Archbishop is facing lost cause as he tries to prevent split in world Church

by Jonathan Petre, Religion Correspondent
THE TELEGRAPH

2/21/2005

The worldwide Anglican Church is likely to be torn apart irreparably this week despite the efforts of the Archbishop of Canterbury, Dr Rowan Williams, to keep it together.

The leaders of the 70 million-strong Communion are meeting near Newry, in Northern Ireland, for a showdown between liberal and conservative primates.

The factions, which are as divided over the nature and purpose of the Church as over homosexuality, are determined to defend their positions and a formal separation could occur within months.

The Telegraph has learned that the conservatives are refusing to take communion with the liberals and plan to boycott the daily services at the meeting in a potent symbol of their divisions.

They are also plotting to rip up the official agenda when the five-day meeting begins today because they suspect it has been designed to keep confrontation to a minimum.

Officials fear that the liberals could stage a walkout if they feel they are coming under unreasonable pressure from the conservatives.

The uncompromising mood of the conservatives, led by Archbishop Peter Akinola, the Primate of Nigeria, was not eased by the decision of the dean of St Anne's Cathedral in Belfast to invite Bishop Frank Griswold to preach yesterday.

Bishop Griswold, the liberal Primate of the American Episcopal Church that triggered the row by consecrating Anglicanism's first openly gay bishop, has refused to comply with the recommendations of the Windsor report.

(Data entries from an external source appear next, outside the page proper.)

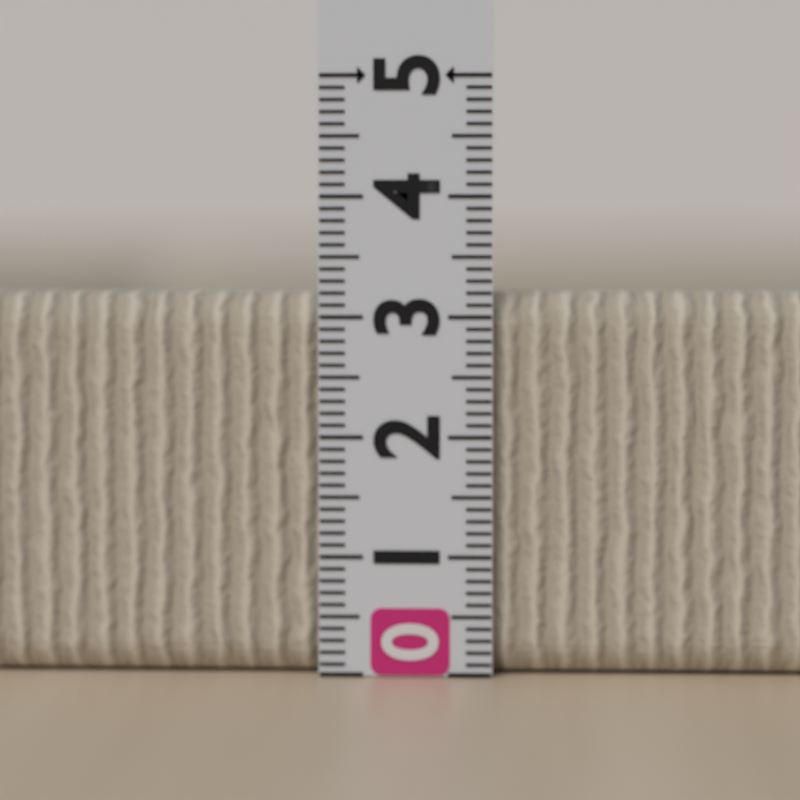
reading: 3.2 (no unit)
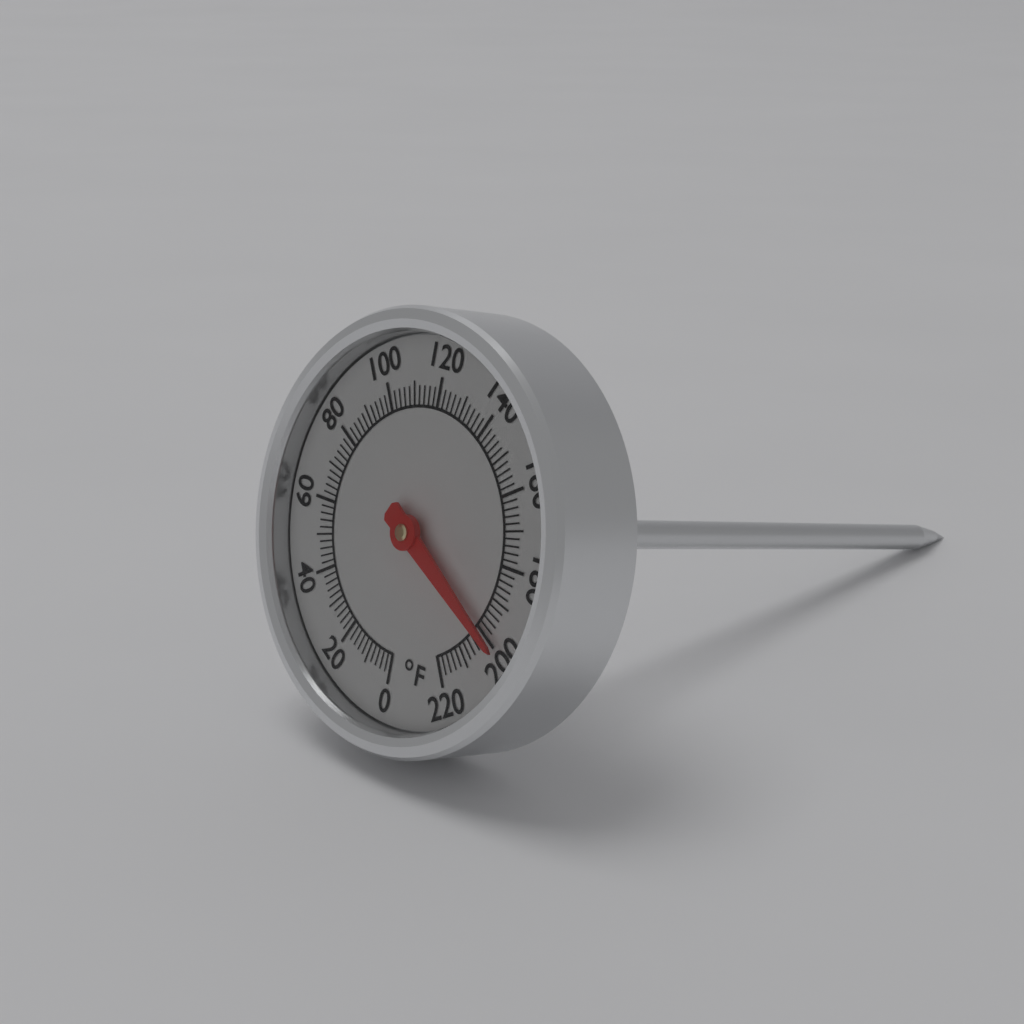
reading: 200 °F
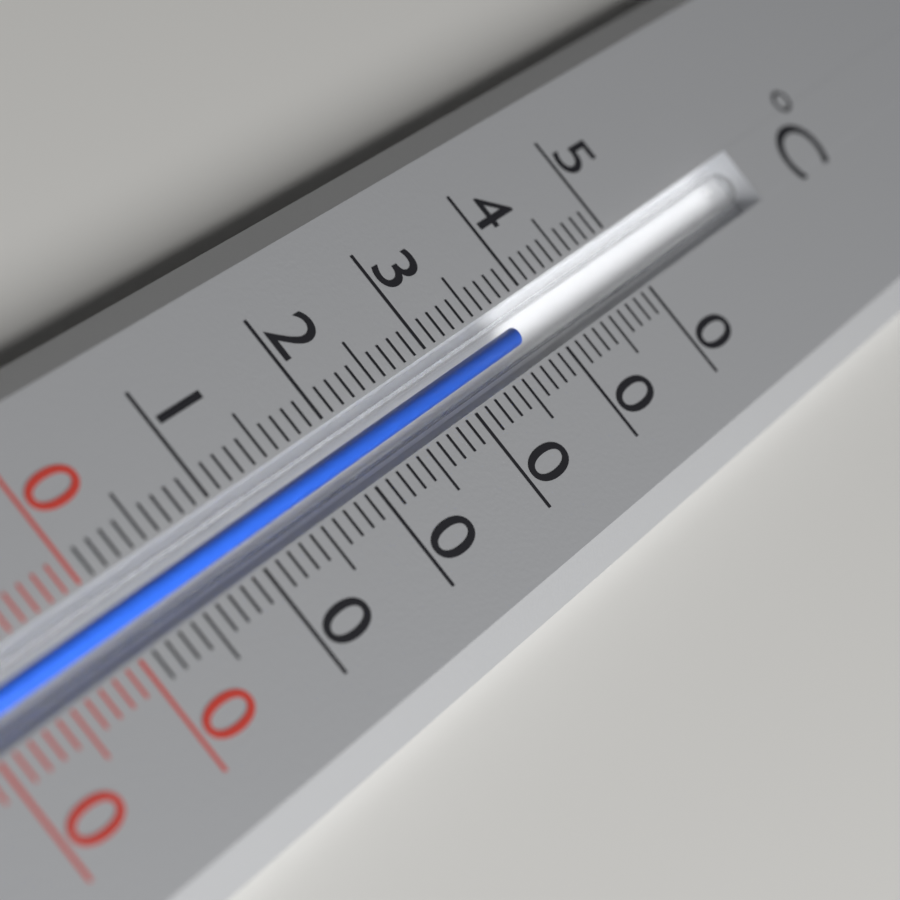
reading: 37 °C
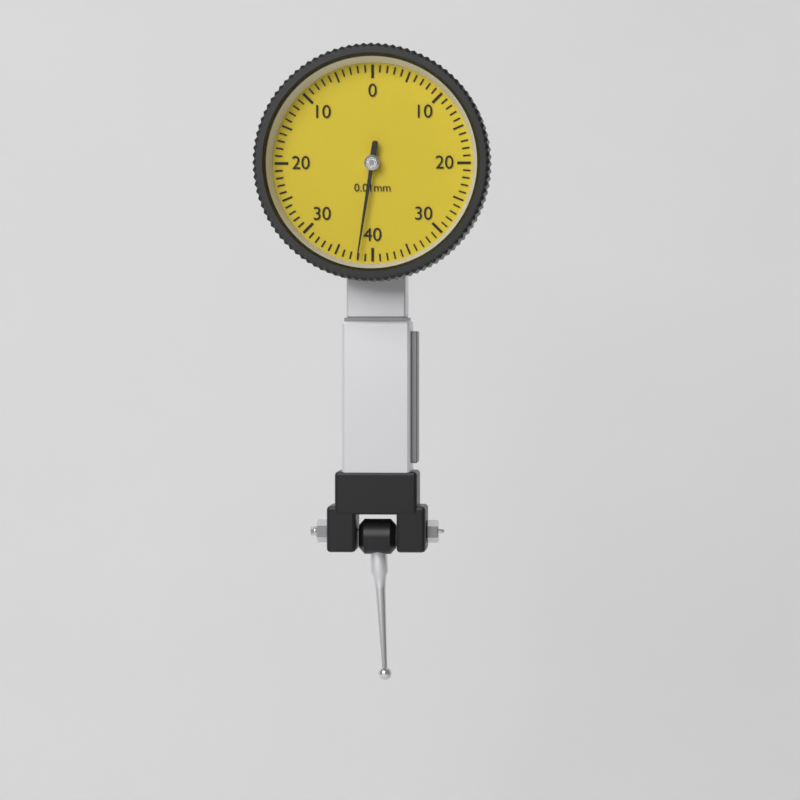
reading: 0.38 mm
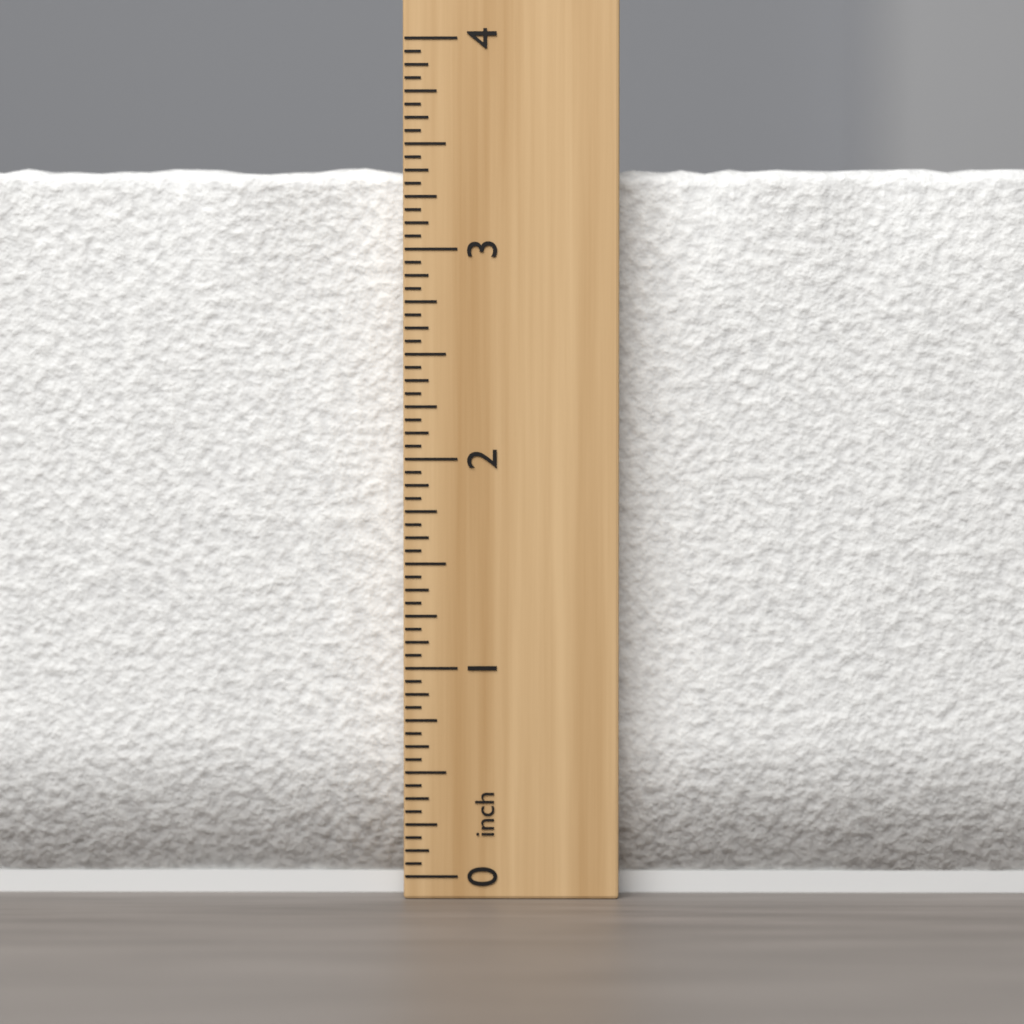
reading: 3.4375 inch
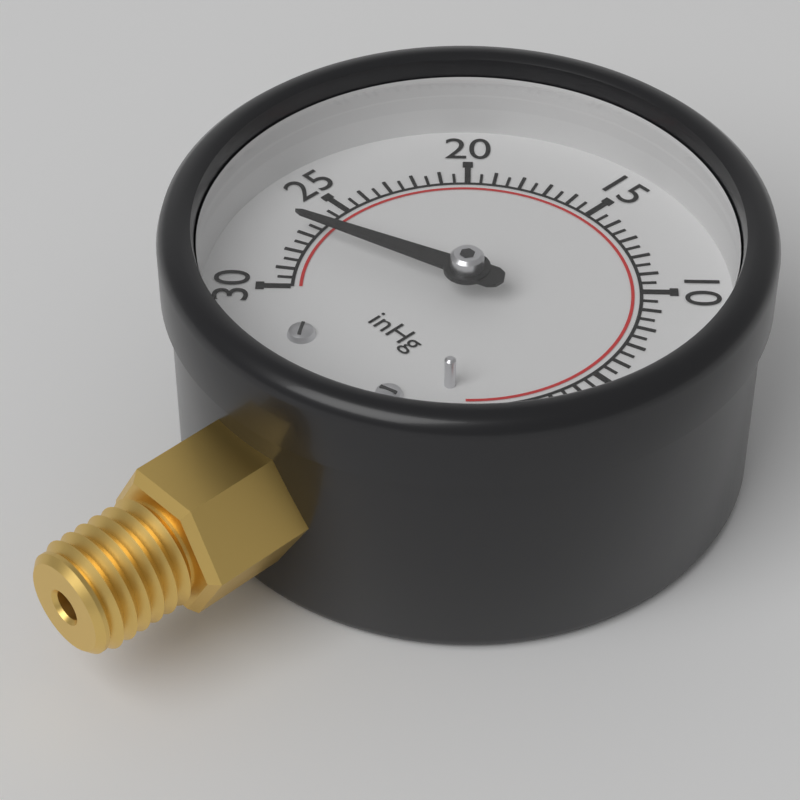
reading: 27.0 inHg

The report, which Dr Williams sees as the only hope for the worldwide Church, urged the liberal leadership of the American Church to repent for consecrating the Rt Rev Gene Robinson as Bishop of New Hampshire in 2003.

It also recommended that the American Church must declare a moratorium on future consecrations of active homosexuals and on the blessing of gay "marriages" to bring it back into line with official Anglican policy. The liberal Canadian Church is also under pressure to comply after the Bishop of New Westminster, the Rt Rev Michael Ingham, officially sanctioned gay blessings.

The Americans have merely apologised for upsetting the vast majority of the Church, rather than for the actions themselves, and Bishop Griswold has indicated that they are unlikely to go much further.

In his sermon yesterday, he used the coded theological language of the Holy Spirit to defend the American decision to act unilaterally. He told the congregation: "We find ourselves overtaken by a compassion, which because it is of the Spirit and not the result of our effort or imagination, knows no bounds and can enfold all persons and all things."

"It is a compassion which, in the words of St Isaac of Syria, embraces not only humankind but the birds and the beasts, the enemies of truth, those who wish to do us harm and, he adds, `even the reptiles,' which may be seen as representing those slithery aspects of our own humanity which we are loath to admit to the company of our `better' selves and therefore often displace on to others as evil."

Bishop Griswold, who presided personally at the consecration of Bishop Robinson, has repeatedly resisted pressure to repent and has "affirmed" the place of active homosexuals in the American Church. He is expected to be pressed to explain why he felt able to sign the unanimously agreed primates' statement in 2003 warning that the consecration would "tear" the Communion but went ahead anyway.

Archbishop Gregory Venables, the Primate of the Southern Cone (South America), told Radio 4's Sunday Programme that the conservatives were united in their desire to defend traditional teaching.

Bishop Griswold told the programme that the best that could come from the meeting was the realisation that the issues that unite the Communion, such as Aids, were greater than the divisions.